STRATEGY (2-4 paragraphs)
- Experimental design
- Methods and procedures
- Controls (positive and negative)
- Statistical analysis plan
EXPECTED OUTCOMES
What results do you expect? How will you interpret them?
POTENTIAL PITFALLS AND ALTERNATIVES
What could go wrong? What's your backup plan?
TIMELINE/MILESTONES
When will this be completed? Dependencies on other aims?
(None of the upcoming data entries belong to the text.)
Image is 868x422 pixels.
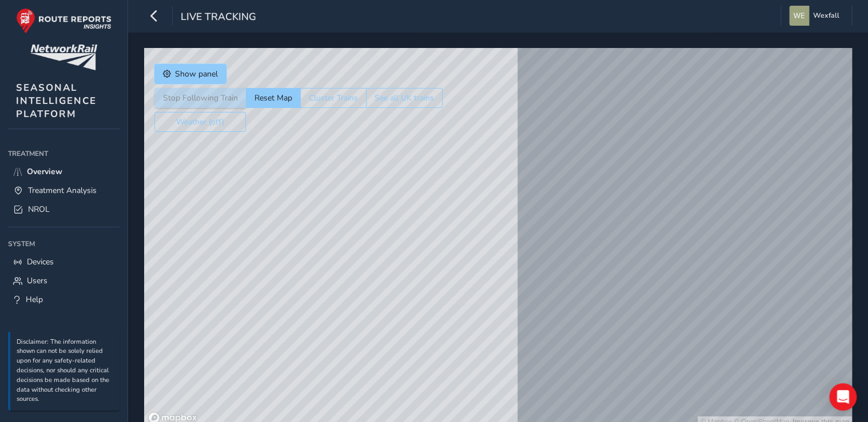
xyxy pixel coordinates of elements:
span: Users [27,276,47,286]
span: Wexfall [813,6,840,26]
button: Wexfall [789,6,844,26]
div: Open Intercom Messenger [830,384,857,410]
span: Live Tracking [181,10,256,26]
span: SEASONAL INTELLIGENCE PLATFORM [16,81,96,120]
span: Show panel [175,68,217,80]
button: Show panel [155,64,226,84]
span: Overview [27,166,63,177]
span: Devices [27,257,54,267]
span: Treatment Analysis [28,186,96,196]
img: customer logo [31,44,97,70]
button: See all UK trains [366,88,443,108]
span: Help [26,294,43,305]
a: Treatment Analysis [8,181,119,200]
div: System [8,236,119,253]
button: Weather (off) [155,112,246,132]
a: Overview [8,162,119,181]
a: Help [8,290,119,310]
a: NROL [8,200,119,219]
img: diamond-layout [789,6,809,26]
a: Users [8,271,119,290]
a: Devices [8,253,119,271]
button: Reset Map [246,88,300,108]
img: rr logo [16,8,112,34]
span: NROL [28,204,50,215]
div: Treatment [8,145,119,162]
p: Disclaimer: The information shown can not be solely relied upon for any safety-related decisions,... [16,337,114,405]
button: Cluster Trains [300,88,366,108]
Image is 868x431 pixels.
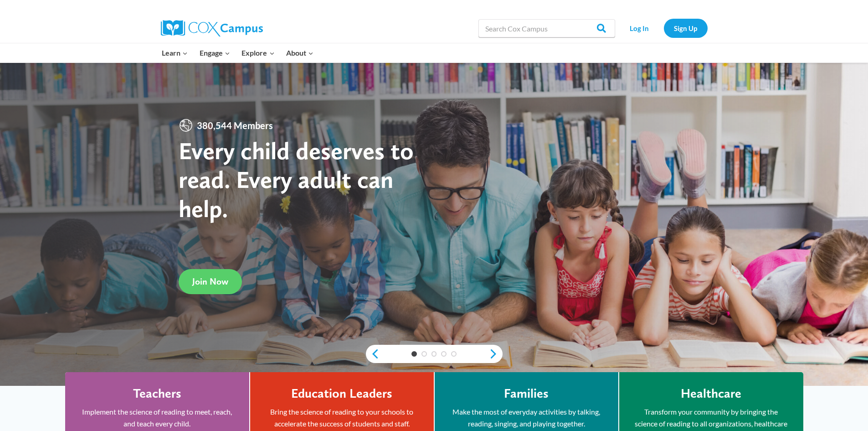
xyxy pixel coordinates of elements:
[504,386,549,401] h4: Families
[681,386,741,401] h4: Healthcare
[193,276,228,287] span: Join Now
[478,19,615,38] input: Search Cox Campus
[441,351,446,357] a: 4
[178,136,414,223] strong: Every child deserves to read. Every adult can help.
[156,43,319,63] nav: Primary Navigation
[241,47,274,59] span: Explore
[664,19,708,38] a: Sign Up
[264,406,420,429] p: Bring the science of reading to your schools to accelerate the success of students and staff.
[193,118,277,132] span: 380,544 Members
[411,351,417,357] a: 1
[620,19,708,38] nav: Secondary Navigation
[620,19,660,38] a: Log In
[432,351,437,357] a: 3
[448,406,605,429] p: Make the most of everyday activities by talking, reading, singing, and playing together.
[133,386,181,401] h4: Teachers
[291,386,393,401] h4: Education Leaders
[422,351,427,357] a: 2
[199,47,230,59] span: Engage
[451,351,457,357] a: 5
[178,269,242,294] a: Join Now
[366,345,503,363] div: content slider buttons
[489,349,503,359] a: next
[286,47,314,59] span: About
[162,47,188,59] span: Learn
[161,20,263,36] img: Cox Campus
[79,406,236,429] p: Implement the science of reading to meet, reach, and teach every child.
[366,349,379,359] a: previous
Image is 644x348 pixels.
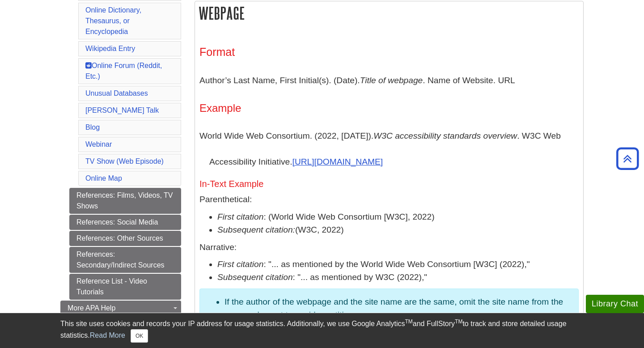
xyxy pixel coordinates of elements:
[360,75,423,85] i: Title of webpage
[225,295,572,321] li: If the author of the webpage and the site name are the same, omit the site name from the source e...
[86,106,158,114] a: [PERSON_NAME] Talk
[200,45,579,59] h3: Format
[405,319,413,325] sup: TM
[454,319,462,325] sup: TM
[200,193,579,206] p: Parenthetical:
[200,102,579,114] h4: Example
[86,158,164,165] a: TV Show (Web Episode)
[586,294,644,313] button: Library Chat
[217,271,579,284] li: : "... as mentioned by W3C (2022),"
[70,247,181,273] a: References: Secondary/Indirect Sources
[200,241,579,254] p: Narrative:
[86,90,148,97] a: Unusual Databases
[613,153,641,164] a: Back to Top
[86,44,135,52] a: Wikipedia Entry
[373,131,517,140] i: W3C accessibility standards overview
[217,212,263,221] em: First citation
[131,329,148,342] button: Close
[68,304,116,312] span: More APA Help
[217,273,293,282] em: Subsequent citation
[195,2,583,25] h2: Webpage
[200,179,579,189] h5: In-Text Example
[200,68,579,93] p: Author’s Last Name, First Initial(s). (Date). . Name of Website. URL
[217,225,295,234] i: Subsequent citation:
[86,123,100,131] a: Blog
[70,273,181,299] a: Reference List - Video Tutorials
[86,62,162,80] a: Online Forum (Reddit, Etc.)
[60,319,584,342] div: This site uses cookies and records your IP address for usage statistics. Additionally, we use Goo...
[217,258,579,271] li: : "... as mentioned by the World Wide Web Consortium [W3C] (2022),"
[217,259,263,269] em: First citation
[70,215,181,230] a: References: Social Media
[90,331,125,339] a: Read More
[70,188,181,214] a: References: Films, Videos, TV Shows
[217,224,579,236] li: (W3C, 2022)
[293,157,383,166] a: [URL][DOMAIN_NAME]
[70,231,181,246] a: References: Other Sources
[86,6,142,35] a: Online Dictionary, Thesaurus, or Encyclopedia
[60,300,181,315] a: More APA Help
[86,140,112,148] a: Webinar
[200,123,579,174] p: World Wide Web Consortium. (2022, [DATE]). . W3C Web Accessibility Initiative.
[86,174,122,182] a: Online Map
[217,210,579,224] li: : (World Wide Web Consortium [W3C], 2022)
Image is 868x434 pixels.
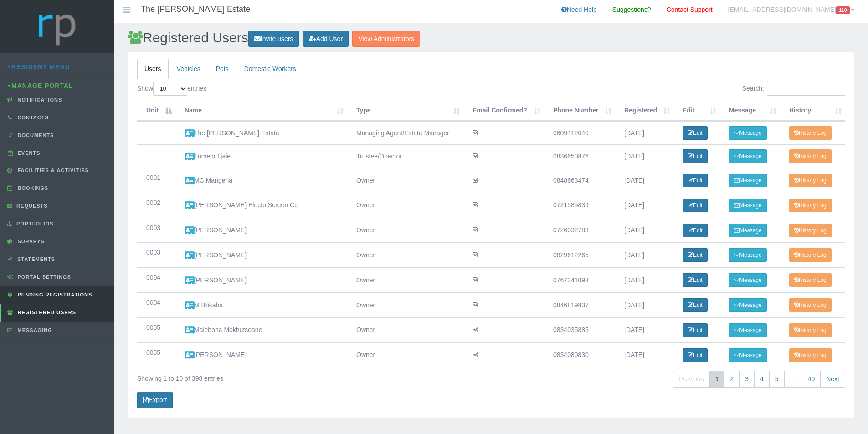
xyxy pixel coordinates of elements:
[15,310,76,315] span: Registered Users
[544,144,615,167] td: 0836650876
[544,218,615,243] td: 0726032783
[347,167,463,193] td: Owner
[673,370,709,388] a: Previous
[729,348,767,362] a: Message
[347,292,463,318] td: Owner
[729,173,767,187] a: Message
[352,30,420,48] a: View Administrators
[7,82,73,89] a: Manage Portal
[146,347,166,358] div: 0005
[175,167,347,193] td: MC Mangena
[789,298,832,312] a: History Log
[347,267,463,292] td: Owner
[544,242,615,267] td: 0829612265
[175,292,347,318] td: M Bokaba
[739,370,755,388] a: 3
[683,173,708,187] a: Edit
[137,392,173,408] a: Export
[789,348,832,362] a: History Log
[137,101,175,121] th: Unit : activate to sort column descending
[175,101,347,121] th: Name : activate to sort column ascending
[7,64,70,71] a: Resident Menu
[820,370,845,388] a: Next
[683,348,708,362] a: Edit
[729,126,767,140] a: Message
[169,59,208,79] a: Vehicles
[15,114,49,120] span: Contacts
[463,101,544,121] th: Email Confirmed? : activate to sort column ascending
[347,193,463,218] td: Owner
[683,198,708,212] a: Edit
[767,82,845,96] input: Search:
[175,218,347,243] td: [PERSON_NAME]
[146,173,166,183] div: 0001
[544,193,615,218] td: 0721585839
[615,121,673,144] td: [DATE]
[347,121,463,144] td: Managing Agent/Estate Manager
[15,97,62,103] span: Notifications
[789,248,832,262] a: History Log
[615,292,673,318] td: [DATE]
[742,82,845,96] label: Search:
[347,342,463,367] td: Owner
[789,150,832,163] a: History Log
[729,298,767,312] a: Message
[14,221,54,226] span: Portfolios
[347,318,463,342] td: Owner
[146,198,166,208] div: 0002
[146,273,166,282] div: 0004
[789,198,832,212] a: History Log
[729,150,767,163] a: Message
[729,198,767,212] a: Message
[769,370,785,388] a: 5
[175,267,347,292] td: [PERSON_NAME]
[673,101,720,121] th: Edit: activate to sort column ascending
[836,7,849,14] span: 110
[347,144,463,167] td: Trustee/Director
[789,126,832,140] a: History Log
[683,224,708,238] a: Edit
[209,59,236,79] a: Pets
[303,30,348,48] a: Add User
[789,324,832,337] a: History Log
[15,239,44,244] span: Surveys
[347,218,463,243] td: Owner
[146,247,166,257] div: 0003
[141,5,250,14] h4: The [PERSON_NAME] Estate
[683,324,708,337] a: Edit
[146,297,166,308] div: 0004
[683,298,708,312] a: Edit
[789,224,832,238] a: History Log
[789,273,832,287] a: History Log
[780,101,845,121] th: History: activate to sort column ascending
[128,30,854,47] h2: Registered Users
[724,370,740,388] a: 2
[237,59,303,79] a: Domestic Workers
[615,167,673,193] td: [DATE]
[802,370,821,388] a: 40
[146,105,162,116] div: Unit
[615,144,673,167] td: [DATE]
[15,256,55,262] span: Statements
[137,82,207,96] label: Show entries
[784,370,802,388] a: …
[683,126,708,140] a: Edit
[615,318,673,342] td: [DATE]
[175,342,347,367] td: [PERSON_NAME]
[729,224,767,238] a: Message
[544,121,615,144] td: 0609412040
[137,370,424,384] div: Showing 1 to 10 of 398 entries
[146,223,166,233] div: 0003
[175,318,347,342] td: Malebona Mokhutsoane
[15,185,49,191] span: Bookings
[175,121,347,144] td: The [PERSON_NAME] Estate
[14,203,48,208] span: Requests
[175,242,347,267] td: [PERSON_NAME]
[729,273,767,287] a: Message
[15,292,93,297] span: Pending Registrations
[175,144,347,167] td: Tumelo Tjale
[789,173,832,187] a: History Log
[175,193,347,218] td: [PERSON_NAME] Electo Screen Cc
[709,370,725,388] a: 1
[544,342,615,367] td: 0834080830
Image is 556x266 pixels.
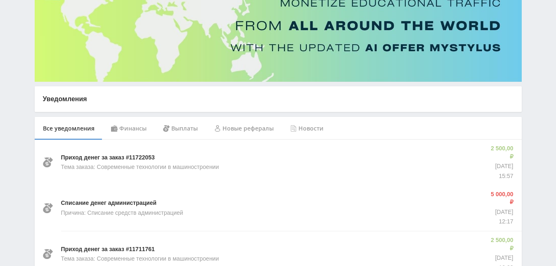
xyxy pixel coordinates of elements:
[61,255,219,263] p: Тема заказа: Современные технологии в машиностроении
[43,95,513,104] p: Уведомления
[61,245,155,253] p: Приход денег за заказ #11711761
[61,209,183,217] p: Причина: Списание средств администрацией
[61,199,157,207] p: Списание денег администрацией
[155,117,206,140] div: Выплаты
[489,217,513,226] p: 12:17
[489,190,513,206] p: 5 000,00 ₽
[35,117,103,140] div: Все уведомления
[489,172,513,180] p: 15:57
[282,117,332,140] div: Новости
[489,254,513,262] p: [DATE]
[61,163,219,171] p: Тема заказа: Современные технологии в машиностроении
[206,117,282,140] div: Новые рефералы
[489,144,513,161] p: 2 500,00 ₽
[489,162,513,170] p: [DATE]
[103,117,155,140] div: Финансы
[489,208,513,216] p: [DATE]
[61,154,155,162] p: Приход денег за заказ #11722053
[489,236,513,252] p: 2 500,00 ₽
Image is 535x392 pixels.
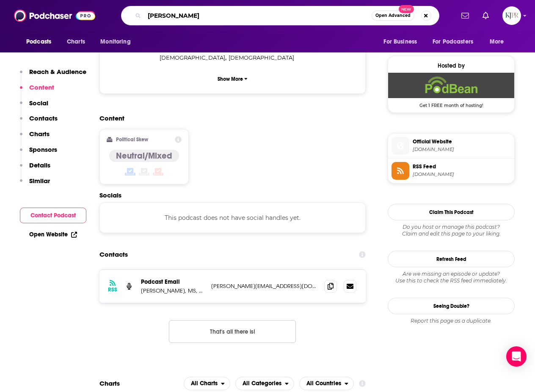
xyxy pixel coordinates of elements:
h2: Charts [99,380,120,387]
span: For Business [383,36,417,48]
span: Official Website [413,138,511,145]
button: open menu [184,377,231,390]
p: Sponsors [29,145,57,154]
img: Podbean Deal: Get 1 FREE month of hosting! [388,73,515,98]
a: Podbean Deal: Get 1 FREE month of hosting! [388,73,515,107]
span: Podcasts [26,36,51,48]
h2: Countries [299,377,354,390]
span: More [490,36,504,48]
button: open menu [94,34,141,50]
span: , [160,53,227,62]
p: Charts [29,130,49,138]
div: Hosted by [388,62,515,69]
button: open menu [427,34,486,50]
button: Claim This Podcast [388,204,515,220]
p: Podcast Email [141,279,204,285]
a: Seeing Double? [388,298,515,314]
span: Charts [67,36,85,48]
div: This podcast does not have social handles yet. [99,203,366,233]
a: Show notifications dropdown [479,9,492,23]
span: For Podcasters [433,36,474,48]
span: Do you host or manage this podcast? [388,224,515,230]
a: Open Website [29,231,77,238]
a: RSS Feed[DOMAIN_NAME] [392,162,511,180]
span: All Charts [191,381,218,386]
input: Search podcasts, credits, & more... [144,9,372,23]
button: open menu [484,34,515,50]
p: Contacts [29,114,57,122]
button: open menu [236,377,294,390]
button: Contacts [20,114,57,130]
p: Similar [29,177,50,185]
a: Official Website[DOMAIN_NAME] [392,137,511,155]
button: Show More [107,71,358,87]
span: Open Advanced [375,14,411,18]
p: Social [29,99,48,107]
h3: RSS [108,286,118,293]
span: [DEMOGRAPHIC_DATA] [160,54,225,61]
p: Show More [218,76,243,82]
span: Logged in as KJPRpodcast [503,6,521,25]
h2: Platforms [184,377,231,390]
button: Sponsors [20,145,57,161]
div: Are we missing an episode or update? Use this to check the RSS feed immediately. [388,271,515,284]
h2: Content [99,114,359,122]
button: Contact Podcast [20,208,86,224]
span: Monitoring [101,36,131,48]
button: open menu [299,377,354,390]
button: open menu [378,34,428,50]
img: Podchaser - Follow, Share and Rate Podcasts [14,7,95,24]
button: Refresh Feed [388,251,515,267]
span: dlbrsmith.podbean.com [413,146,511,153]
button: Show profile menu [503,6,521,25]
div: Report this page as a duplicate. [388,318,515,324]
h2: Categories [236,377,294,390]
p: Details [29,161,51,169]
a: Show notifications dropdown [458,9,473,23]
span: [DEMOGRAPHIC_DATA] [229,54,294,61]
div: Claim and edit this page to your liking. [388,224,515,237]
button: Content [20,83,54,99]
span: All Categories [243,381,282,386]
span: RSS Feed [413,163,511,170]
button: open menu [20,34,62,50]
button: Reach & Audience [20,68,86,83]
div: Search podcasts, credits, & more... [121,6,440,26]
button: Charts [20,130,49,145]
button: Social [20,99,48,115]
button: Nothing here. [169,320,296,343]
div: Open Intercom Messenger [507,347,526,366]
p: Reach & Audience [29,68,86,75]
a: Charts [61,34,90,50]
p: [PERSON_NAME][EMAIL_ADDRESS][DOMAIN_NAME] [211,283,317,290]
p: [PERSON_NAME], MS, RD, Holistic Nutritionist, Functional Medicine, Gut Health Coach [141,287,204,294]
button: Similar [20,177,50,192]
h4: Neutral/Mixed [116,150,172,161]
p: Content [29,83,54,91]
h2: Political Skew [116,137,148,142]
h2: Contacts [99,247,128,263]
span: feed.podbean.com [413,171,511,178]
button: Details [20,161,51,177]
h2: Socials [99,191,366,199]
img: User Profile [503,6,521,25]
span: All Countries [307,381,341,386]
button: Open AdvancedNew [372,11,415,21]
span: Get 1 FREE month of hosting! [388,98,515,108]
span: New [399,5,414,13]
Good proposals make reviewers' jobs easy:
Proposals get criticized for:
Common pitfalls:
Key resources:
Page limits: | Mechanism | Research Strategy | Specific Aims | |-----------|------------------|---------------| | R01 | 12 pages | 1 page | | R21 | 6 pages | 1 page | | R03 | 6 pages | 1 page | | K-series | 12 pages (+career) | 1 page |
NIH scoring:
Typical writing time:
Inputs required:
Outputs produced:
development
--- name: zettel-note description: The note-writing discipline for this vault's evergreen knowledge graph, modeled on a Zettelkasten reading companion and governed by the vault conventions. Enforces declarative-claim titles, one claim per note (atomicity), own-words prose with no block quotes, the piped [[slug|Title]] link form, the labeled link-relationship vocabulary (Confirms/Contradicts/Extends/Context/Prerequisite/Builds-on/Applies/Example-of/Contrasts-with), 3-6 links per note, and search-
development
Plans between-round FIFA World Cup Fantasy transfers — budgets the round's free transfer(s), forces out players whose nation has been eliminated, chases fixture-swing drops, upgrades on value, and decides when a rebuild is large enough to fire the Wildcard instead of spending free transfers one at a time. Ranks candidate in/out pairs by EV gain over each player's remaining survival horizon (delta xEV weighted by progression_carry) MINUS transfer cost (a free transfer is cheap, a points hit is real, churning the squad for marginal swings is a critic flag), and tags forced/fixture/upgrade priority. Emits a `transfer-plan` signal. Use when called by wc-squad-architect (whose transfer work this skill is the engine for) and by the strategists in the populate stage when their candidate is transfer-adjacent rather than a full rebuild.
testing
Reads and updates the FIFA World Cup Fantasy tournament state machine (footballfantasy/context/tournament-state.md) — the temporal backbone tracking phase (pre-tournament → group MD1-3 → R32 → R16 → QF → SF → final), budget ($100m group / $105m knockouts), nation cap (3 group, loosening in knockouts), chips remaining, surviving nations, each owned player's elimination-risk horizon, and deadlines. Validates state on load (count/feasibility checks), applies phase transitions, and appends to the append-only state log (never silent overwrite). Use to load state at the start of a run and to commit state changes after the manager makes a move.
development
Validates and persists FIFA World Cup Fantasy signal files to signals/YYYY-MM-DD-<type>.md. Checks the required frontmatter (type, round, date, emitted_by, confidence, source_urls), range-checks declared numeric signals, confirms every factual claim carries a source URL or "manager-provided", rejects unknown signal types, and refuses to persist a signal that fails validation (logging the failure instead). Keeps the inter-agent signal layer auditable so downstream agents can trust what they read and never re-derive it. Use whenever an agent or skill writes a signal.